Évora, Portugal – October 2013
Another day, another castle, another church and another ruin. We just can’t seem to pass them up. After a somewhat strange night spent next to a sports complex where kids were practicing soccer until midnight, that’s when the dogs started barking. We are starting to learn that there is virtually no place in Portugal where there aren’t two or more neurotic dogs who sleep all day and bark all night at nothing.
Évora, an UNESCO World Heritage Site
In the morning we drove to the medieval, (I think it was medieval), town of Évora, an UNESCO World Heritage Site and member of the Most Ancient European Towns Network. Évora is famous for several things including a Roman temple, the Gothic cathedral, the Palace of Vasco da Gama and the Cadaval Palace built on the ruins of a Moorish Castle.
One look at the narrow cobblestone streets built back when chariots were the normal mode of transportation clearly told us this was no place for our truck. We parked on the outskirts, entered one of the old city gates and walked along the 16th century aqueduct “of Silver Water” to explore the town.
St. Francis Church’s baroque style and its adjacent Bones Chapel
St. Francis Church from the 15/16th century contains many chapels decorated in elaborate gold leaf Baroque style and the wide nave is a masterpiece of late Gothic architecture. The details of the blue Azulejo tile pictures always amaze us but what intrigued us more than the church was the adjacent “Bones Chapel”. This chapel was originally built as a place of prayer and meditation for the Franciscans in the XVI century and was constructed using the bones of the graves of the town. The inscription at the entrance reads, “We are the bones that are here. We are waiting for yours”. The interior is completely covered with human bones and skulls which gives it a rather solemn, gloomy or even morbid atmosphere like a crypt. We had seen something like this in Peru many years ago but done in a different style.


DIRECTIONS FOR THIS TASK: Report all lines in the records that hold the string "card".

Items from a figure collection:
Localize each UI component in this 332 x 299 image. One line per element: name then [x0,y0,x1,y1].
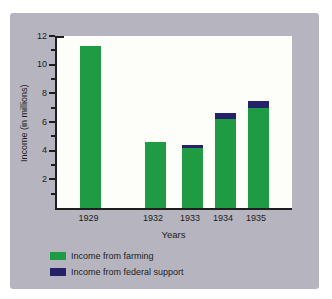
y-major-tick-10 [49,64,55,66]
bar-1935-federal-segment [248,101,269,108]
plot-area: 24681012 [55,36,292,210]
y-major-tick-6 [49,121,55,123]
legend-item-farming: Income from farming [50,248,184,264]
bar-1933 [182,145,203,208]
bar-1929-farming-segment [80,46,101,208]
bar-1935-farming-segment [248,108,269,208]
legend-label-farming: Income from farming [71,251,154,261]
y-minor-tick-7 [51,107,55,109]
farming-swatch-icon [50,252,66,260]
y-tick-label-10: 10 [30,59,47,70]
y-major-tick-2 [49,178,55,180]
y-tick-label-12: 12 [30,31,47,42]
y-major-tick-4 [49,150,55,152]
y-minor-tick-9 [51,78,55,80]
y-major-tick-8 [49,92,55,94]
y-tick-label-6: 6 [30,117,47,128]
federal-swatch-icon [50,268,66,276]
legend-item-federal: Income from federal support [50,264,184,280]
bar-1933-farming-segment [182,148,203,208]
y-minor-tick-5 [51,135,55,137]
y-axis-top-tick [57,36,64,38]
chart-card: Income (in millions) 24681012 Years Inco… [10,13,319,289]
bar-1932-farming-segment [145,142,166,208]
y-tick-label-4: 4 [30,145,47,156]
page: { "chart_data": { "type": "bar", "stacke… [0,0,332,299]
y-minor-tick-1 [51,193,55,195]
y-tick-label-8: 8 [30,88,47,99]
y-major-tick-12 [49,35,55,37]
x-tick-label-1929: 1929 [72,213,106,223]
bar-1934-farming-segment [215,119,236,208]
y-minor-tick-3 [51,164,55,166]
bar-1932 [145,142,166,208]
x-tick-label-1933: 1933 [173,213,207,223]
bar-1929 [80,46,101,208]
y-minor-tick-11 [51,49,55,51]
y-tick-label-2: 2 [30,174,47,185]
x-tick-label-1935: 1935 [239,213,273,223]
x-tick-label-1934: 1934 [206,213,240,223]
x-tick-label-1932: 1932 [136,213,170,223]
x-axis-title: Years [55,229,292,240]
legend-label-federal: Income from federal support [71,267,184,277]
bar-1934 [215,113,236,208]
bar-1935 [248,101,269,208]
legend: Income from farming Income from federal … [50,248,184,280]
* * *
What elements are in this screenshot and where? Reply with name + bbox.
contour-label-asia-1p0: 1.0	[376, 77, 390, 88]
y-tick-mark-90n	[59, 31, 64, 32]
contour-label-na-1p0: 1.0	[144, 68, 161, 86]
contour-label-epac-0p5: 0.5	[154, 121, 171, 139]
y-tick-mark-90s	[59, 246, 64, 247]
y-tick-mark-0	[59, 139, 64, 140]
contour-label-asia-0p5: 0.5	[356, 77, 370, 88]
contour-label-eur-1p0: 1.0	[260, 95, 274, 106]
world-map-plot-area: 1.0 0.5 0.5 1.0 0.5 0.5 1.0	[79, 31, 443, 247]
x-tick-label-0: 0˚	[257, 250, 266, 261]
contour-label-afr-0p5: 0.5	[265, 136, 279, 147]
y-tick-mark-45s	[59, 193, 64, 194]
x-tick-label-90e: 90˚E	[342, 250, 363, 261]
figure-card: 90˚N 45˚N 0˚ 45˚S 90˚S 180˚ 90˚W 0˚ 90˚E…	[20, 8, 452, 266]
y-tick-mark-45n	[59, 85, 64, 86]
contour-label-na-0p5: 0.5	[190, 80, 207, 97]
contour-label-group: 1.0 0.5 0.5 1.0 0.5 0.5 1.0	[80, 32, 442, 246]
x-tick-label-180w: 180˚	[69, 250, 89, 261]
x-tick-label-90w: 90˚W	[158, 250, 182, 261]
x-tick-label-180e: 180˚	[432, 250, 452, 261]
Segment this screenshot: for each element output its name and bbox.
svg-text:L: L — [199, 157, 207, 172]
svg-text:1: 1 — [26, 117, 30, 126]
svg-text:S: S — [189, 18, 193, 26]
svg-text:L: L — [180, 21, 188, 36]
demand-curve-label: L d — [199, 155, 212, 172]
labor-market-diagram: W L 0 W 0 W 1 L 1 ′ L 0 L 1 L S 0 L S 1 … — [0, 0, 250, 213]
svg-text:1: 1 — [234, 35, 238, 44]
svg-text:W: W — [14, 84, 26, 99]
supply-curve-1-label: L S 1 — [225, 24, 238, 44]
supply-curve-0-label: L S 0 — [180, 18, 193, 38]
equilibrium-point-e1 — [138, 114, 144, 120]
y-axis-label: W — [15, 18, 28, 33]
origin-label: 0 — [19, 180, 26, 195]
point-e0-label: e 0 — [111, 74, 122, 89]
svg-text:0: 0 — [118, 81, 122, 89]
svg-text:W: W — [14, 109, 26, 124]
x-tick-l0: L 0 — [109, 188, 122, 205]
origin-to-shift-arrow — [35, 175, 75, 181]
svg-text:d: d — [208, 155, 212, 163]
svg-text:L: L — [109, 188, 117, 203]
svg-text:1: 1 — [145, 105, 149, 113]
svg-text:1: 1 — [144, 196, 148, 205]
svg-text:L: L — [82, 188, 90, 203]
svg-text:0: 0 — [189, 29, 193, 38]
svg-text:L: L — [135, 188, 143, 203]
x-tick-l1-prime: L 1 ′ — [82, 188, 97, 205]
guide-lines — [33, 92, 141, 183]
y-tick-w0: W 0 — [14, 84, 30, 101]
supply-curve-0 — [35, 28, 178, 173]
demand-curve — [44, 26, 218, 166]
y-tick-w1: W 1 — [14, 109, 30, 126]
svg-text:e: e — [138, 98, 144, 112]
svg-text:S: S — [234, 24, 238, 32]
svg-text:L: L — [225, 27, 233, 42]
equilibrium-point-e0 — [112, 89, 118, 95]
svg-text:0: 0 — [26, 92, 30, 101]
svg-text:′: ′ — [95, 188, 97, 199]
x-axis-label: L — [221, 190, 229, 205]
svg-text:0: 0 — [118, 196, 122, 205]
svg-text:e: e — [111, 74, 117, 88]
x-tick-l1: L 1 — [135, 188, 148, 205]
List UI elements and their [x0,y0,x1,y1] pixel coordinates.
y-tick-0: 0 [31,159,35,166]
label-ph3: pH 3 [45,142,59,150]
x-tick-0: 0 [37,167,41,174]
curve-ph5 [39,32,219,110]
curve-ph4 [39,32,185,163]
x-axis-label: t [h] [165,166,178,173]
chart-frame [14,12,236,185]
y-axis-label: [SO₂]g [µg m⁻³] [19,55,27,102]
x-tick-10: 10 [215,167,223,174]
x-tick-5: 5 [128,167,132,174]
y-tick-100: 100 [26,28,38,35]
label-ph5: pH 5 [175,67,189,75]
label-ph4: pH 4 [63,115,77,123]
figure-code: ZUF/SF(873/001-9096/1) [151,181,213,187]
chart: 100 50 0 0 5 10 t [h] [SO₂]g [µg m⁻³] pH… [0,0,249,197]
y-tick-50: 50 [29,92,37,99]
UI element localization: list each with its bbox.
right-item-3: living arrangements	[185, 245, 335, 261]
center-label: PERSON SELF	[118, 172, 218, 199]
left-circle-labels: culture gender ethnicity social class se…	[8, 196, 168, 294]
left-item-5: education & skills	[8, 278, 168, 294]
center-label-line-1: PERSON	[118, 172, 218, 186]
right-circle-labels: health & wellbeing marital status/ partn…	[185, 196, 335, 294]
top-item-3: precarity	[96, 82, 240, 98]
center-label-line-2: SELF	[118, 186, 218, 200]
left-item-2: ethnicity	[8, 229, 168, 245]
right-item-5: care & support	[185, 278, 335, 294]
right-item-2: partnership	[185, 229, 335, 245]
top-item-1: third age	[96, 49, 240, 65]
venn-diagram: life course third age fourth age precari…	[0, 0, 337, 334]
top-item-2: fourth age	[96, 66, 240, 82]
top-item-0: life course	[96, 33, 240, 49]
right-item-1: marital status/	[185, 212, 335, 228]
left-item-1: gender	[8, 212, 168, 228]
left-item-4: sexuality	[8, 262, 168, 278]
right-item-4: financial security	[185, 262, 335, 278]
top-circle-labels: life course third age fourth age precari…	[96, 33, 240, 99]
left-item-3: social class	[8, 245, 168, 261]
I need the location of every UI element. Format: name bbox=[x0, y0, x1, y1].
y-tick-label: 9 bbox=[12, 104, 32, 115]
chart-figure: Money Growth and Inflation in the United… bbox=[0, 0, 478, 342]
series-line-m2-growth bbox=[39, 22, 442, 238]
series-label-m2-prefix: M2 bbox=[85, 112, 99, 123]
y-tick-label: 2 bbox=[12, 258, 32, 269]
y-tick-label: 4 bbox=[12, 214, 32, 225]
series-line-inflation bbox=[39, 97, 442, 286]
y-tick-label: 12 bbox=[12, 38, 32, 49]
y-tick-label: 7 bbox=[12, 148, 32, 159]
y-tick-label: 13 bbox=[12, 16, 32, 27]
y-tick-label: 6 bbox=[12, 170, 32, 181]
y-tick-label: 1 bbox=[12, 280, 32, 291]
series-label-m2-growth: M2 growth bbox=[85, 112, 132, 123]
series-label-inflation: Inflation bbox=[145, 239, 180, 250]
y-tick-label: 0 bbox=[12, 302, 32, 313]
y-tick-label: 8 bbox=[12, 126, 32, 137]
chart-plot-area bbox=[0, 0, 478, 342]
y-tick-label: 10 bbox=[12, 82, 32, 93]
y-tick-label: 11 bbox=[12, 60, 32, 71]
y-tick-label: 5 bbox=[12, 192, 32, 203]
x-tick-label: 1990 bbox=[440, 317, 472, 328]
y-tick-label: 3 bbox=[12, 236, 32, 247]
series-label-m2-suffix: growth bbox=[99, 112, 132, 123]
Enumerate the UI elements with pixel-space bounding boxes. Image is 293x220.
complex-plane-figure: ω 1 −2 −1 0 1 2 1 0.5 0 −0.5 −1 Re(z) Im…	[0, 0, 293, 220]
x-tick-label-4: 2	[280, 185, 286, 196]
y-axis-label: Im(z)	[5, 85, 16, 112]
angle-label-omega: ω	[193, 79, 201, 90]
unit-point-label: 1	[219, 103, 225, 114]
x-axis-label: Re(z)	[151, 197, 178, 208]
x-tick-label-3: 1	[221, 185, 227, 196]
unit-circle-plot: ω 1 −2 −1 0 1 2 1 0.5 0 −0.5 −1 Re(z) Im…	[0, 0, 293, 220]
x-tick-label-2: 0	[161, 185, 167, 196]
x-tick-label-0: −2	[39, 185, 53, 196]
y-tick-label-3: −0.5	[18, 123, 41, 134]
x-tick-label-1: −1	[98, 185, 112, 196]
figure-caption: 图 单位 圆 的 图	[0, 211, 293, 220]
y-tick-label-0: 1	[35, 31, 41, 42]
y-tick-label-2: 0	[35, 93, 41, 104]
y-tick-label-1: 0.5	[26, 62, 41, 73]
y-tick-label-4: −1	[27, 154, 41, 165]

SOLUTION BELOW:
chart-card: Income (in millions) 24681012 Years Inco… [10,13,319,289]
figure-card: 90˚N 45˚N 0˚ 45˚S 90˚S 180˚ 90˚W 0˚ 90˚E…	[20, 8, 452, 266]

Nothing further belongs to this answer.